• [Activity]:
Every line below that holds the string "will" must be copied.

(Stored items from a collection)

........

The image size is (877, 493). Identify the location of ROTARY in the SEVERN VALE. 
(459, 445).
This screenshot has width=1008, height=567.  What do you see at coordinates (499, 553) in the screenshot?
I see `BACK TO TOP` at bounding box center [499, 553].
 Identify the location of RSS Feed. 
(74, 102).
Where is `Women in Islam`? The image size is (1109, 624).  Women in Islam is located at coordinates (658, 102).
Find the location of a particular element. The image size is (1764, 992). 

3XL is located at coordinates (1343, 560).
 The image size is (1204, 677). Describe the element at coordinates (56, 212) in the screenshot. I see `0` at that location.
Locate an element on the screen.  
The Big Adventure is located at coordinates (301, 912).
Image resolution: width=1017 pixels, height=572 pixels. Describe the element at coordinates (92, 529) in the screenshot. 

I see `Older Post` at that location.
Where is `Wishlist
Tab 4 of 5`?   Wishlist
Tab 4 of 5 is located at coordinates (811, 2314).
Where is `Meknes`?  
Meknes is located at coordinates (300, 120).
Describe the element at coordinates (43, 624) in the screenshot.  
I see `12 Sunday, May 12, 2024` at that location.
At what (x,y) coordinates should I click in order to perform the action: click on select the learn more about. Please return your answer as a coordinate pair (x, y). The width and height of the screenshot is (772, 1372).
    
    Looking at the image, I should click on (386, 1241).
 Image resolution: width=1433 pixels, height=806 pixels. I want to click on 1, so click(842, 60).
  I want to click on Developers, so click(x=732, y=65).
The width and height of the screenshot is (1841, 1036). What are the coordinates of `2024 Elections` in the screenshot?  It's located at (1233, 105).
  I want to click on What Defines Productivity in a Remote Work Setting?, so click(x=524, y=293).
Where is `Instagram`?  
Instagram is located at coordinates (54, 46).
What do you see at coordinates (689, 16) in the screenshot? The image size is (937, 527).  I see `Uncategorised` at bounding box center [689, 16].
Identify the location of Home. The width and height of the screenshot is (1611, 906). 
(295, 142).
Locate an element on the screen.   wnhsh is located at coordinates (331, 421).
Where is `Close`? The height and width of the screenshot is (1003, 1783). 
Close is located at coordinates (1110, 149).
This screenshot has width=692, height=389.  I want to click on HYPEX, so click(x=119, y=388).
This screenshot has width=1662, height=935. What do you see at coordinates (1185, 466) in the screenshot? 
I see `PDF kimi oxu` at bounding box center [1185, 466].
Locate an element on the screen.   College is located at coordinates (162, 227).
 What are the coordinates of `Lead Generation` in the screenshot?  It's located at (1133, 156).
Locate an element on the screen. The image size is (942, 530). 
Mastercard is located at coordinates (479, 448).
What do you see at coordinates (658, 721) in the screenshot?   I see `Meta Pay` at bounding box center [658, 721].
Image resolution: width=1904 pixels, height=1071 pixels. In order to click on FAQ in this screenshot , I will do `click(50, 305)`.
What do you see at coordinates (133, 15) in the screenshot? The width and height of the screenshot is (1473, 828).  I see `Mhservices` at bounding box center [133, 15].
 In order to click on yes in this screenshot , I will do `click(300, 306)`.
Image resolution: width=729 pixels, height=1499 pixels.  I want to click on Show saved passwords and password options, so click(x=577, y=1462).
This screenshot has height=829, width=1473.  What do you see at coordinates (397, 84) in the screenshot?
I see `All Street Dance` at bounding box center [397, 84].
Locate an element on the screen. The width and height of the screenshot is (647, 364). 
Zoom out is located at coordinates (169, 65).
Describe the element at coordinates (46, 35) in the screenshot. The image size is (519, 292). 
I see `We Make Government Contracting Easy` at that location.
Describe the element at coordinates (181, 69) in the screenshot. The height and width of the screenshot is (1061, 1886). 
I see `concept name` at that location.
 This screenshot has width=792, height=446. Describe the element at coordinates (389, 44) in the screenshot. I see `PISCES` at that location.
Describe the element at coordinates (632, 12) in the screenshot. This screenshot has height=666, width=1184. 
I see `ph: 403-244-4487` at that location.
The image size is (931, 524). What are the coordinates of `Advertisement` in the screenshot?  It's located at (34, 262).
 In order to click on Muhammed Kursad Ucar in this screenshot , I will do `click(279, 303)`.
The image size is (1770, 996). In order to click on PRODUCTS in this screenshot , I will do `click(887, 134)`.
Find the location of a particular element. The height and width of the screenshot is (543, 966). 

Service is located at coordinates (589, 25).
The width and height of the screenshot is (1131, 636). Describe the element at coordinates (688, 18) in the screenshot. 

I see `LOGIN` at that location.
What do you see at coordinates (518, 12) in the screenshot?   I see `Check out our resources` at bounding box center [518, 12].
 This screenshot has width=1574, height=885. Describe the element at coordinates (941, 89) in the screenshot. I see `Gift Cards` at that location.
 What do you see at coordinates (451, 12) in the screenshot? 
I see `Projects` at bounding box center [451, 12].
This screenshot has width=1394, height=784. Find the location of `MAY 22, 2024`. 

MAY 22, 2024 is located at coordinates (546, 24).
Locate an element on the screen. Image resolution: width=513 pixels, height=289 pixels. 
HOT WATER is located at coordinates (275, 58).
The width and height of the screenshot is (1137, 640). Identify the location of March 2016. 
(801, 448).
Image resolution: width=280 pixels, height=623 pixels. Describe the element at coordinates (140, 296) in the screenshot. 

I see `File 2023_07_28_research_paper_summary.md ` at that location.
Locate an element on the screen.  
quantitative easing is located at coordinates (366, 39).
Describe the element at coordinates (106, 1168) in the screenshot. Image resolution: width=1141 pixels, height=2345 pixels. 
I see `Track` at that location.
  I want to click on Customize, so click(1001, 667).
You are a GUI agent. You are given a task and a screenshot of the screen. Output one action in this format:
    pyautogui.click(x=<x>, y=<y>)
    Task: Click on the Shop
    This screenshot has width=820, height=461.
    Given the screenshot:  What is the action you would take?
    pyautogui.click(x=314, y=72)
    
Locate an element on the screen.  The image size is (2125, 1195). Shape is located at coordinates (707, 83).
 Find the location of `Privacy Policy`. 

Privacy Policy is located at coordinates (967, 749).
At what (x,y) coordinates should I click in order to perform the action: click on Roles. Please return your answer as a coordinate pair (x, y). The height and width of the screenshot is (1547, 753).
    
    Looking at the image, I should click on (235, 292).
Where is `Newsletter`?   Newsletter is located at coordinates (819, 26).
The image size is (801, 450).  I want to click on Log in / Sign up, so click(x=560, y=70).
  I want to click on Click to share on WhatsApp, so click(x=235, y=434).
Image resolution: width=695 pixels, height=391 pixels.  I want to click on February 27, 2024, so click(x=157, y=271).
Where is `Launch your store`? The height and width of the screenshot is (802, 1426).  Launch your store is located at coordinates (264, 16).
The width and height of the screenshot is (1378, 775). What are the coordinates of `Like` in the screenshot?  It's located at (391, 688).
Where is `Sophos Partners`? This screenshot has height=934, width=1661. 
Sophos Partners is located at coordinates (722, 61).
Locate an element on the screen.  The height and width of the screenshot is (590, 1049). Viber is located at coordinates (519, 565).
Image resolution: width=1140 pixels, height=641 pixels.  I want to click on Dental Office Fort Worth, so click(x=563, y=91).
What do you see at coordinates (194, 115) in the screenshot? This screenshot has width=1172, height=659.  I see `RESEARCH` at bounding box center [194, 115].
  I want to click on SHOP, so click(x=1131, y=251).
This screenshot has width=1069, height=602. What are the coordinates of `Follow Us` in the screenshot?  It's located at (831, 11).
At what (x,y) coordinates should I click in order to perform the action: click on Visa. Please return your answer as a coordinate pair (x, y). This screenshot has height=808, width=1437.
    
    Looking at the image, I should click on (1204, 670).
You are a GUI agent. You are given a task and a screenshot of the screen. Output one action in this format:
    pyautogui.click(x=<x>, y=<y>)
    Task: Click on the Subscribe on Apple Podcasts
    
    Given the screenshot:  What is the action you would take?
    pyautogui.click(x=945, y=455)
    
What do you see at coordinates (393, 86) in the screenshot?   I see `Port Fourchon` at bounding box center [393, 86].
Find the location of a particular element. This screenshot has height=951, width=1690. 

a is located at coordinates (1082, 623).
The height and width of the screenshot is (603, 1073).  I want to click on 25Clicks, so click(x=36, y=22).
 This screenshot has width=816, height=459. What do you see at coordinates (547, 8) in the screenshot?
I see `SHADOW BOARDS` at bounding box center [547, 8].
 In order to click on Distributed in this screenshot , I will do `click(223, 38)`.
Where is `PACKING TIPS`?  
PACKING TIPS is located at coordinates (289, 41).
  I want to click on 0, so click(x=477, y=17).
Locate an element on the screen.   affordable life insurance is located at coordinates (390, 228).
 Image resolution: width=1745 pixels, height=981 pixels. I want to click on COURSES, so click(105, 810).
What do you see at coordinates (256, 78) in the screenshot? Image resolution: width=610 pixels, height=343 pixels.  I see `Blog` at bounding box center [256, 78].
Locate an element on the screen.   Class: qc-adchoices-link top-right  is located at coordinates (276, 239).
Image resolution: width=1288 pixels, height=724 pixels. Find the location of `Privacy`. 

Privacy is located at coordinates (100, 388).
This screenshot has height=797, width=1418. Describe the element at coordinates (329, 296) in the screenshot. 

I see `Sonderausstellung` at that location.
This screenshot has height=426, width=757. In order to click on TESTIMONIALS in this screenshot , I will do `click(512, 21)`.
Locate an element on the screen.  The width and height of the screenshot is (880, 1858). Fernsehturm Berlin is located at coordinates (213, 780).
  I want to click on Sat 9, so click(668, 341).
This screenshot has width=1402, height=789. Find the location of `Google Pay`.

........

• [Task solution]:
Image resolution: width=1904 pixels, height=1071 pixels. In order to click on FAQ in this screenshot , I will do `click(50, 305)`.
 In order to click on yes in this screenshot , I will do `click(300, 306)`.
 In order to click on Muhammed Kursad Ucar in this screenshot , I will do `click(279, 303)`.
The image size is (1770, 996). In order to click on PRODUCTS in this screenshot , I will do `click(887, 134)`.
 In order to click on Distributed in this screenshot , I will do `click(223, 38)`.
This screenshot has height=426, width=757. In order to click on TESTIMONIALS in this screenshot , I will do `click(512, 21)`.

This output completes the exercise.